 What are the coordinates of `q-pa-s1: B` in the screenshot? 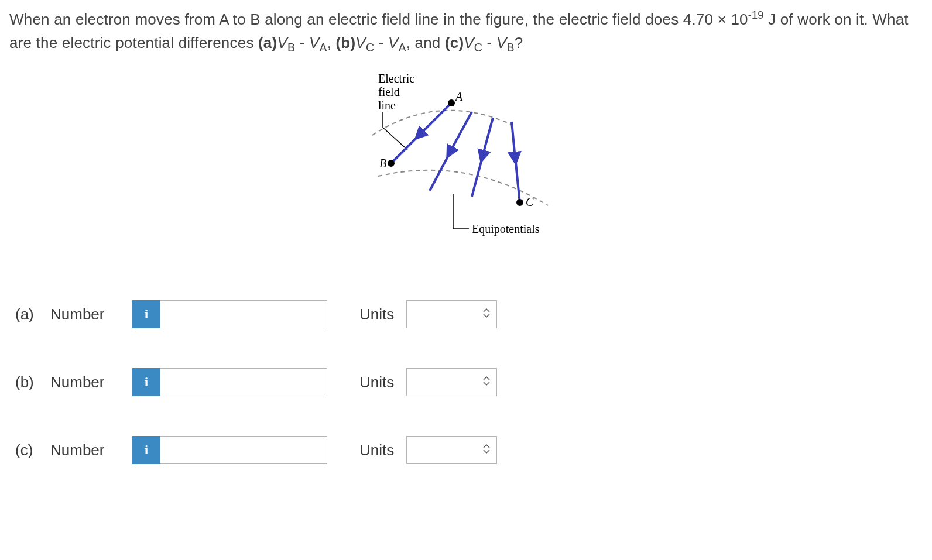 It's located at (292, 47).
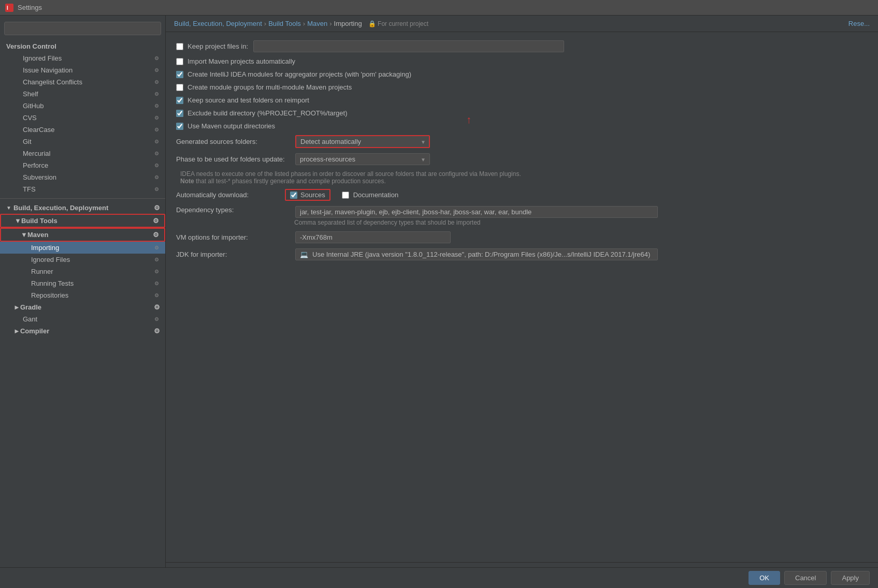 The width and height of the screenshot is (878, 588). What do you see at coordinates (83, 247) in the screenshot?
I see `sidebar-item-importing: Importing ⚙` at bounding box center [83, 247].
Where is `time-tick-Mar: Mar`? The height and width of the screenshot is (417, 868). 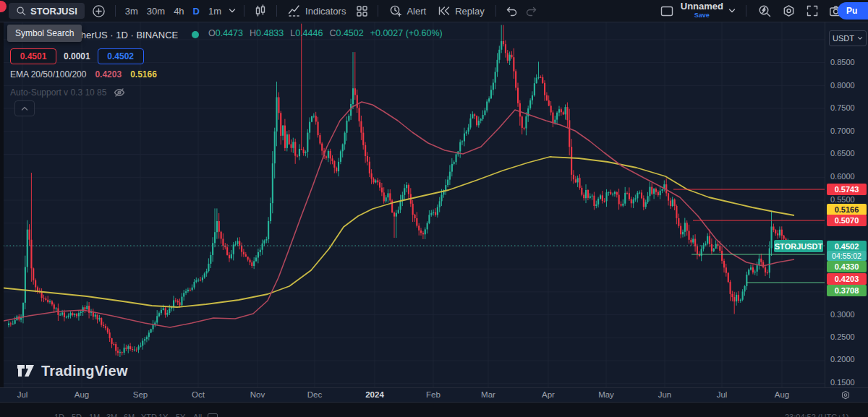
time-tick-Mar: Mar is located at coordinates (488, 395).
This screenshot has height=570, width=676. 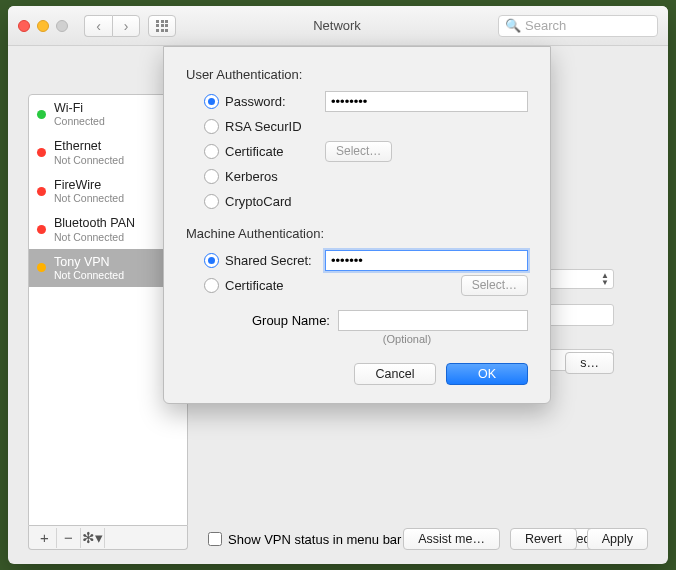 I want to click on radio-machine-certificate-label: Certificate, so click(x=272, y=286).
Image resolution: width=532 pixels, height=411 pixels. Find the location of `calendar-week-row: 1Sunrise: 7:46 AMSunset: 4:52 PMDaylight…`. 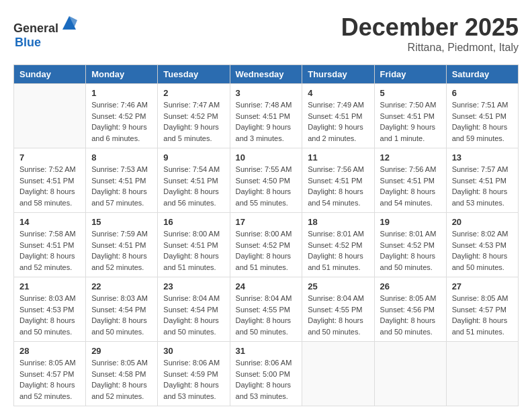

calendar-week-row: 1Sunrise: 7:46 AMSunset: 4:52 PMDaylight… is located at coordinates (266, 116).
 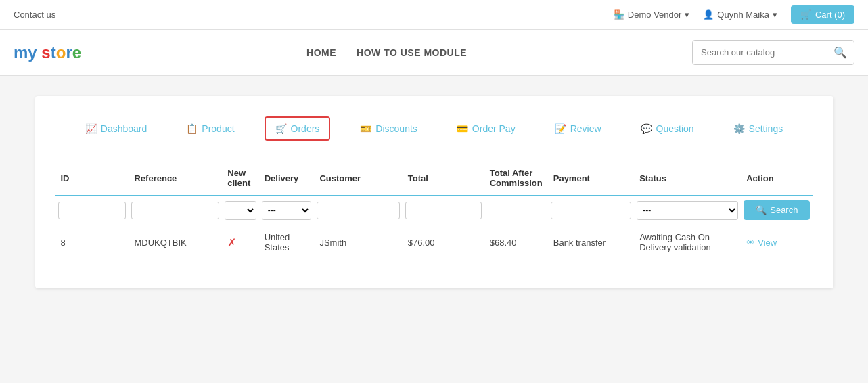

┄┄┄┄┄┄┄┄┄┄┄┄┄┄┄┄┄┄┄┄

Your answer must be the lines from the one containing "Image resolution: width=532" through the last line of the records, copied exactly, with no pictures.

Image resolution: width=532 pixels, height=411 pixels. Find the location of `calendar-week-row: 1Sunrise: 7:46 AMSunset: 4:52 PMDaylight…`. 

calendar-week-row: 1Sunrise: 7:46 AMSunset: 4:52 PMDaylight… is located at coordinates (266, 116).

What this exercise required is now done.